Learning linear acyclic causal model including Gaussian noise using ancestral relationships
This work addresses a computational bottleneck in causal discovery for researchers and practitioners, but it is incremental as it builds on prior hybrid methods like PC-LiNGAM.
The paper tackles the problem of learning causal directed acyclic graphs (DAGs) from data, specifically for linear models with Gaussian noise, by proposing a new algorithm that reduces the factorial time complexity of the existing PC-LiNGAM method to a lower complexity, improving computational efficiency.
This paper discusses algorithms for learning causal DAGs. The PC algorithm makes no assumptions other than the faithfulness to the causal model and can identify only up to the Markov equivalence class. LiNGAM assumes linearity and continuous non-Gaussian disturbances for the causal model, and the causal DAG defining LiNGAM is shown to be fully identifiable. The PC-LiNGAM, a hybrid of the PC algorithm and LiNGAM, can identify up to the distribution-equivalence pattern of a linear causal model, even in the presence of Gaussian disturbances. However, in the worst case, the PC-LiNGAM has factorial time complexity for the number of variables. In this paper, we propose an algorithm for learning the distribution-equivalence patterns of a linear causal model with a lower time complexity than PC-LiNGAM, using the causal ancestor finding algorithm in Maeda and Shimizu, which is generalized to account for Gaussian disturbances.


— Required work —
I need only the number of lines in this data that contain the string "identity".
═══ Records for this exercise ═══
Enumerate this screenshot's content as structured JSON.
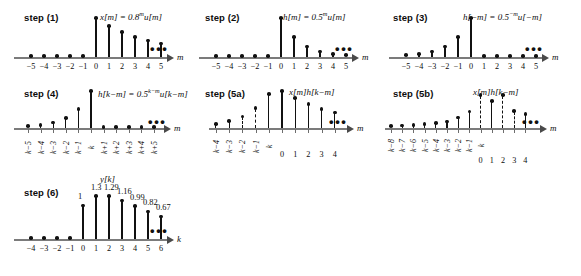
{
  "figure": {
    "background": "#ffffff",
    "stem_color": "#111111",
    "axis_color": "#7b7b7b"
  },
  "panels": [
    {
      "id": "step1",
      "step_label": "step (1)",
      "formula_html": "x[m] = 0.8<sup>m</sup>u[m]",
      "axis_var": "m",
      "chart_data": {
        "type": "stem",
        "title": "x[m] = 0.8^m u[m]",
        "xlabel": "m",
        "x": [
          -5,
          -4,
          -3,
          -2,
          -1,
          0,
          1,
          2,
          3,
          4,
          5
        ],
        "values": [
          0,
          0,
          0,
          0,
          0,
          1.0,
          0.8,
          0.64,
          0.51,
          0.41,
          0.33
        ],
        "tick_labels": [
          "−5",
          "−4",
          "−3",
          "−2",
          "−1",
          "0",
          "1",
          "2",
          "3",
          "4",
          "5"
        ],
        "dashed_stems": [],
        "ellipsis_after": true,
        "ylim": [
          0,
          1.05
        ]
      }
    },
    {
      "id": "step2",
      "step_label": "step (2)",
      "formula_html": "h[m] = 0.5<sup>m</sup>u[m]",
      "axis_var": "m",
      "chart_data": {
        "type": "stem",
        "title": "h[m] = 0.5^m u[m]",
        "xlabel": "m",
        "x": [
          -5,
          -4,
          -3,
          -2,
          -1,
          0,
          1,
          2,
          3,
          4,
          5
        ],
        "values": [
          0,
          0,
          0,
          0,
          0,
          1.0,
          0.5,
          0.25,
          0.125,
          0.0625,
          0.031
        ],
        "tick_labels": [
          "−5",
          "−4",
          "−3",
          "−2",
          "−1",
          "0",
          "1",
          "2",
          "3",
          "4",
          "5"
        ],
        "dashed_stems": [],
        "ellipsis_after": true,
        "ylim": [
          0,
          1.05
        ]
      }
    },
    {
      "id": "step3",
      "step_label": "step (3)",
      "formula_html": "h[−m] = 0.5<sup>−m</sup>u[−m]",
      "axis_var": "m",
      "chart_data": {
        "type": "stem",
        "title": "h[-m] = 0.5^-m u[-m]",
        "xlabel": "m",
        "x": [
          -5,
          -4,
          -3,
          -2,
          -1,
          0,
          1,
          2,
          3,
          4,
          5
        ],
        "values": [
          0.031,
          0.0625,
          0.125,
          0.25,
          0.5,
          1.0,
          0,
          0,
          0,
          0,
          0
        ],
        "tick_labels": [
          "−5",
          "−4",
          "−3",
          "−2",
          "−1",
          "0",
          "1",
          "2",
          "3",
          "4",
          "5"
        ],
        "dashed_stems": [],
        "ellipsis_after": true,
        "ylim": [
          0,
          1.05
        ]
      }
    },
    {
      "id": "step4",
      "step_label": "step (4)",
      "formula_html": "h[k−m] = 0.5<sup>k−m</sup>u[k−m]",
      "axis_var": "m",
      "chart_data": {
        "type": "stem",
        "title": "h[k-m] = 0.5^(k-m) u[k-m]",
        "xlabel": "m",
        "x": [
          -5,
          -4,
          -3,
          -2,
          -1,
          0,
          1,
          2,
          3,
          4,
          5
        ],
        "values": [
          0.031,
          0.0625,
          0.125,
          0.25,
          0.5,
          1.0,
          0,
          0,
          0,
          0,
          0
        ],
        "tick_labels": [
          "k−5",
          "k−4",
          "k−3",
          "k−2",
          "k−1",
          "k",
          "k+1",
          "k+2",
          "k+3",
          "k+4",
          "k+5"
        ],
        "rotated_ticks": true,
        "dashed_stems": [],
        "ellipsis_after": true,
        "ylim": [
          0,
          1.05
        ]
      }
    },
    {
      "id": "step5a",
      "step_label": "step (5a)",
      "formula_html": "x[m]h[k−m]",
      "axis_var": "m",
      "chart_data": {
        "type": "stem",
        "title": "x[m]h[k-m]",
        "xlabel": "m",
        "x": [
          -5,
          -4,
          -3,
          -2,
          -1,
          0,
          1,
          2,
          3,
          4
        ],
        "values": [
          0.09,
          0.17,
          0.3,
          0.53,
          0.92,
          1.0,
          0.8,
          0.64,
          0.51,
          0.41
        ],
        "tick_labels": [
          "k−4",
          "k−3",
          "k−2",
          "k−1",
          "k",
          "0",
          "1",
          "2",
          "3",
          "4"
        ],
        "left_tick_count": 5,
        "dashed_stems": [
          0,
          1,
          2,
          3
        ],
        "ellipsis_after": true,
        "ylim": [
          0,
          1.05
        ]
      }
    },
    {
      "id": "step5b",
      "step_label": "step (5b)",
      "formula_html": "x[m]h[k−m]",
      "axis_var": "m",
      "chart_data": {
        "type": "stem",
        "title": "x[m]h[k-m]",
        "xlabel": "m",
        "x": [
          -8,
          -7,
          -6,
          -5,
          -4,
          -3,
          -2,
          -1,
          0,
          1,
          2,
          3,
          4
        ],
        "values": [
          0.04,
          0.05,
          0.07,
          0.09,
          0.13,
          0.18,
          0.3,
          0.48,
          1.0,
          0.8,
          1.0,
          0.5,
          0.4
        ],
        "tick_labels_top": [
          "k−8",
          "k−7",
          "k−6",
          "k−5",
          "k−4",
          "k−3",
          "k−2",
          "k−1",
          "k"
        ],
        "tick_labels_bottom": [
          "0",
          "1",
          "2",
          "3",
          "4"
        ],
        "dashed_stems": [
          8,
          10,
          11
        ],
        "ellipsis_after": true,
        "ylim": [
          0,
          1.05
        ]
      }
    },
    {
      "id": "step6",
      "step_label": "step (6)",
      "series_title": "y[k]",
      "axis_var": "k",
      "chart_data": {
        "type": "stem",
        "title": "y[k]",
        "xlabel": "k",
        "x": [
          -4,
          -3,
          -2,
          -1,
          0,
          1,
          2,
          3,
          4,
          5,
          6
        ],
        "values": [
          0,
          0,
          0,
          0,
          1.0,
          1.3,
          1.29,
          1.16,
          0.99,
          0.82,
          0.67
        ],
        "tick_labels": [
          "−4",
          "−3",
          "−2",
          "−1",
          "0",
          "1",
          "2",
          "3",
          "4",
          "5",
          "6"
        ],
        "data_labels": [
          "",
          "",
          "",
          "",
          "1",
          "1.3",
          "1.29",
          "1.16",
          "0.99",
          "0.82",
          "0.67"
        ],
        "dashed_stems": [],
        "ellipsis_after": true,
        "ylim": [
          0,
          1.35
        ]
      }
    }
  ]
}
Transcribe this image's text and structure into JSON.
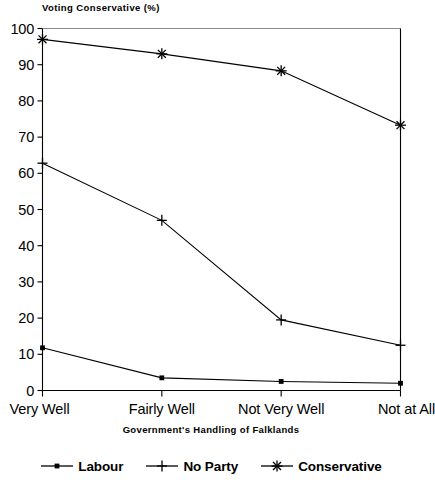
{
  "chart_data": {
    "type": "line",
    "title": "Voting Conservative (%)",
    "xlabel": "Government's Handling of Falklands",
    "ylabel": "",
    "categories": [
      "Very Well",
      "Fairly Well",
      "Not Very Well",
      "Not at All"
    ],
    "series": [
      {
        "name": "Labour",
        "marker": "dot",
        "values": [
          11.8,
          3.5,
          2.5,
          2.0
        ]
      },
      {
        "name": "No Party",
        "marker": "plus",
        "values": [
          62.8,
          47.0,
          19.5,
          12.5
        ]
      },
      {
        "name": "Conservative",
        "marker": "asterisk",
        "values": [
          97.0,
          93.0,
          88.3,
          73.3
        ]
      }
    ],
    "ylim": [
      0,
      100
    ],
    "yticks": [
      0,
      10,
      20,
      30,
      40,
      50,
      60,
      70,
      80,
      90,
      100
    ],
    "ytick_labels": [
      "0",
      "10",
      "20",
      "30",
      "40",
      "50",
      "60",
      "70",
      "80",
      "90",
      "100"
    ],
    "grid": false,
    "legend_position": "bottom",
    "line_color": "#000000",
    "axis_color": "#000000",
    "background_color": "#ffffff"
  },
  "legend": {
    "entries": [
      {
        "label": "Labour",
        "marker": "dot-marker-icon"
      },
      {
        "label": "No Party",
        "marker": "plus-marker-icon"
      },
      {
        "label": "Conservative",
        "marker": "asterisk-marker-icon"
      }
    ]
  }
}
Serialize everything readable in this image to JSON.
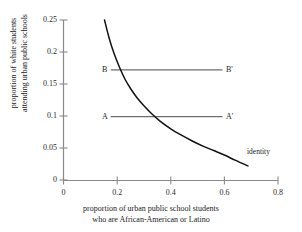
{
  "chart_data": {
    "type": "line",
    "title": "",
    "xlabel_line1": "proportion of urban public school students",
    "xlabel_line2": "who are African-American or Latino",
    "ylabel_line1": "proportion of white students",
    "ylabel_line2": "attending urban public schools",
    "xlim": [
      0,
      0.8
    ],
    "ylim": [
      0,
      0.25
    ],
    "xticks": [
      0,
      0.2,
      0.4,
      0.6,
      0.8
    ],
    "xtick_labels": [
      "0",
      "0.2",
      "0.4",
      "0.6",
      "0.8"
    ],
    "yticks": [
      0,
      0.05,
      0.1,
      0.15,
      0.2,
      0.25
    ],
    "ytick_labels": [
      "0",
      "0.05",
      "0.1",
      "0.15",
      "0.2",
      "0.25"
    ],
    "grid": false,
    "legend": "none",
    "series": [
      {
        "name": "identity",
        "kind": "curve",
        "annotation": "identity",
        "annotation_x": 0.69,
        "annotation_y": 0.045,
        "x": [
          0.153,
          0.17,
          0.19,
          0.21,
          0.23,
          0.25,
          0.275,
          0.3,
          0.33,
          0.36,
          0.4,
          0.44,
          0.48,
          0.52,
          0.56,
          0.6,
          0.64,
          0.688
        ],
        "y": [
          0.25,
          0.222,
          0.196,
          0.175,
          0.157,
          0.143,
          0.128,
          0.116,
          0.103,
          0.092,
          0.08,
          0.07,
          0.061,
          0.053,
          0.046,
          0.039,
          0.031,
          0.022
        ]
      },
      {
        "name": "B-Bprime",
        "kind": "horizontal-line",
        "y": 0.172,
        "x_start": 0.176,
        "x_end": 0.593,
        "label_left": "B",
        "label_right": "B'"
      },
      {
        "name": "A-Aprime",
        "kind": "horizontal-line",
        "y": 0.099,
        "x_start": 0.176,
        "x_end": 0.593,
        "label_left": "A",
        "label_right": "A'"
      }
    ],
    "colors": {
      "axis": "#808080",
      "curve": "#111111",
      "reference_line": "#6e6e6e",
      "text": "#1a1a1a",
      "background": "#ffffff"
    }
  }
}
═══
═══ Records for this exercise ═══
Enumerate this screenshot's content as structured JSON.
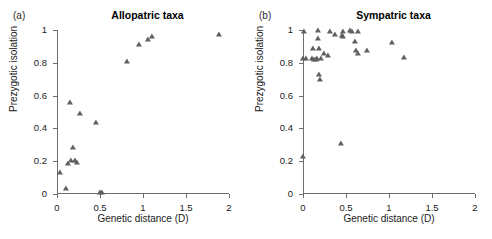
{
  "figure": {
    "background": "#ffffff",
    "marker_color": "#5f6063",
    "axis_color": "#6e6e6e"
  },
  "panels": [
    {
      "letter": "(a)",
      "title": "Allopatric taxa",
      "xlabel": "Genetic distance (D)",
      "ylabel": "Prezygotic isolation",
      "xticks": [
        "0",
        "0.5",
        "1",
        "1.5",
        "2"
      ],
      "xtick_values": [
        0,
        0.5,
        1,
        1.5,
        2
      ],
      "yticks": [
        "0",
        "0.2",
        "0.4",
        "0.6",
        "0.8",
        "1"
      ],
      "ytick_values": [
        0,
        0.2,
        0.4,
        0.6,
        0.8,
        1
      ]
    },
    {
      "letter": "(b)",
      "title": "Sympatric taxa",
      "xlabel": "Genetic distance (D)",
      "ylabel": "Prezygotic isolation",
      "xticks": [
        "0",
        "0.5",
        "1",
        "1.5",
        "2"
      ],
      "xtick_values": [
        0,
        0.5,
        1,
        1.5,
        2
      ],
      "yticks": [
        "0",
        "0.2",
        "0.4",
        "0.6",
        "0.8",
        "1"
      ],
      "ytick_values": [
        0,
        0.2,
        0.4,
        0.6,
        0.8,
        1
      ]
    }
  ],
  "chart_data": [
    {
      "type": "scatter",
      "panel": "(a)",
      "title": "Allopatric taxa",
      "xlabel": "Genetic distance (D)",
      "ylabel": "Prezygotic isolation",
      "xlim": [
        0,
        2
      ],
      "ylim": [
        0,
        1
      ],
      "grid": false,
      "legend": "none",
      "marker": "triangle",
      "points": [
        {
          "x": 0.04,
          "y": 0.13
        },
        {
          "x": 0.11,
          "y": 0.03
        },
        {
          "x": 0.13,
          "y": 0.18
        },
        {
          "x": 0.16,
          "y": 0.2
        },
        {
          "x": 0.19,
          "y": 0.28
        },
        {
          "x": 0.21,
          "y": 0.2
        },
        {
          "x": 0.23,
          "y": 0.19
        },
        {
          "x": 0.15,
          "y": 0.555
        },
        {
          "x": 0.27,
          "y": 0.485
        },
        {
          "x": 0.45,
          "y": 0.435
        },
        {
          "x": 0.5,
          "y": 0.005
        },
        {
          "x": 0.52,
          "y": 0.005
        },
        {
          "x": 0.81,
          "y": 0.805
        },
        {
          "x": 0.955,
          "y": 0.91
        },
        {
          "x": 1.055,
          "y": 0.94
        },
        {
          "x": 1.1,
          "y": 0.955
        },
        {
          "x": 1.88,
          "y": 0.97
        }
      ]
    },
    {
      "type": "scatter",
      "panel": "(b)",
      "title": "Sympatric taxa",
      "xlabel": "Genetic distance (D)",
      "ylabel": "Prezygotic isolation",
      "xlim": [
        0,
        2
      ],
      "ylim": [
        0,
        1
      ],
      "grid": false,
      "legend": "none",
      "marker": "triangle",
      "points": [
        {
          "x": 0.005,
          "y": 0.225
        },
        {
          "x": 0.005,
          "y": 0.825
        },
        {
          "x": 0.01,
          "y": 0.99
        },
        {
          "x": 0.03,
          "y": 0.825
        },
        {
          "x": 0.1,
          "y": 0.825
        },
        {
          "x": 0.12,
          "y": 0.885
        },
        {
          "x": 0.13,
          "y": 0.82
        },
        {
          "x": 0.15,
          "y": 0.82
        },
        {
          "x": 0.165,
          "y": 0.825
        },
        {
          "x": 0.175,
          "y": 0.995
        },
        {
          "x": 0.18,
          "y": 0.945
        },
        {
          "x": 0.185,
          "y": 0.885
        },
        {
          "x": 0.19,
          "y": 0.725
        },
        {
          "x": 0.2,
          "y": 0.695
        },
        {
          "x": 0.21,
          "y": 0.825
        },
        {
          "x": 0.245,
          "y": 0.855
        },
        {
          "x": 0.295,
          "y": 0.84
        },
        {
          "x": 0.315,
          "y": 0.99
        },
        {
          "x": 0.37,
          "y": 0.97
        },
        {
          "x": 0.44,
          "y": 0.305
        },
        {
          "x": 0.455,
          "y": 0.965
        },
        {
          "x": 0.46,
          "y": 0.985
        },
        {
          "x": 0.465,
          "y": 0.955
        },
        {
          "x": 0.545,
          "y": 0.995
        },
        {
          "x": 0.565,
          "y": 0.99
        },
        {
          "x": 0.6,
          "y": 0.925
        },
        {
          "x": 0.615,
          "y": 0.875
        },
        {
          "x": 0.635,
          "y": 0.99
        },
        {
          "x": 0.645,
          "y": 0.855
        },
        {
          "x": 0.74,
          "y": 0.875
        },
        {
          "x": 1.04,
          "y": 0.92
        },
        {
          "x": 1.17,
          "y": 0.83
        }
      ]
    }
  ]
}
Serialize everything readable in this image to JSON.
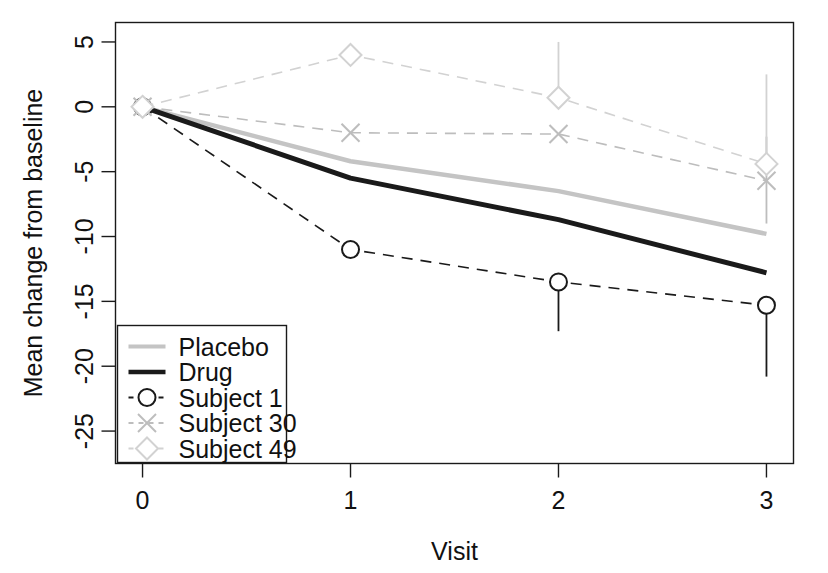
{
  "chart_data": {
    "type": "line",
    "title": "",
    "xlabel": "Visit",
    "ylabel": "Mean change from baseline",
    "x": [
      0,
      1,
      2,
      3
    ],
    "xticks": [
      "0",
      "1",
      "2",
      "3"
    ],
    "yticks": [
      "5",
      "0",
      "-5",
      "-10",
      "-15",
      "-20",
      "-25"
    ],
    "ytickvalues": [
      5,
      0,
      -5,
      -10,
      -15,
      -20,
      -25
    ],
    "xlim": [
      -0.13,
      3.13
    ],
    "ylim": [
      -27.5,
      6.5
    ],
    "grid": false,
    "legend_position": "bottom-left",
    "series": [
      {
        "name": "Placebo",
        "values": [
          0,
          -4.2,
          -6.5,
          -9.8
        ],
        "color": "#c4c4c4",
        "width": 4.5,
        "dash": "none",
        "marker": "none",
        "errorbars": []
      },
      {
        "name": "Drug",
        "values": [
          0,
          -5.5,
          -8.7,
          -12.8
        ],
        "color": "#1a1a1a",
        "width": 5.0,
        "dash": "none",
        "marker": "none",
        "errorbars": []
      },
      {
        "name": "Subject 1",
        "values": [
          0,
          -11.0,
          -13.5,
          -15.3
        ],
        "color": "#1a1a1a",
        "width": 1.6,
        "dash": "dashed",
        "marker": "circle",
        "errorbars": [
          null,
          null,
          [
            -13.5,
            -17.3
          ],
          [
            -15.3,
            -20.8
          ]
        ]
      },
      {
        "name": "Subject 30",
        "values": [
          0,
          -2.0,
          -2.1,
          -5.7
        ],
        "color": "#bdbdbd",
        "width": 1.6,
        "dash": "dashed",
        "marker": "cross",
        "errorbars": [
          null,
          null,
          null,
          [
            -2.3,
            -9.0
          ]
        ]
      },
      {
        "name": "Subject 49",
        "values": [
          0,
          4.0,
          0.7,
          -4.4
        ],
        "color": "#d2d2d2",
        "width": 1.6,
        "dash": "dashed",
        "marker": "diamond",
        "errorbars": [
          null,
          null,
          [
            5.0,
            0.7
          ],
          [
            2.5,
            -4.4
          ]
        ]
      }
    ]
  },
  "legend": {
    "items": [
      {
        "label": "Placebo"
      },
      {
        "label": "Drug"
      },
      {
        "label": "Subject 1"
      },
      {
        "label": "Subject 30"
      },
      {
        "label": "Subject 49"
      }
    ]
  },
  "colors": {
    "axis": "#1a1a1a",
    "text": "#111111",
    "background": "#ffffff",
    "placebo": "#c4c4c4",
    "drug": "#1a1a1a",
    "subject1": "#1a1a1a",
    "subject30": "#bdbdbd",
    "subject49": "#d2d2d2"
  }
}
═══
— Task solution —
2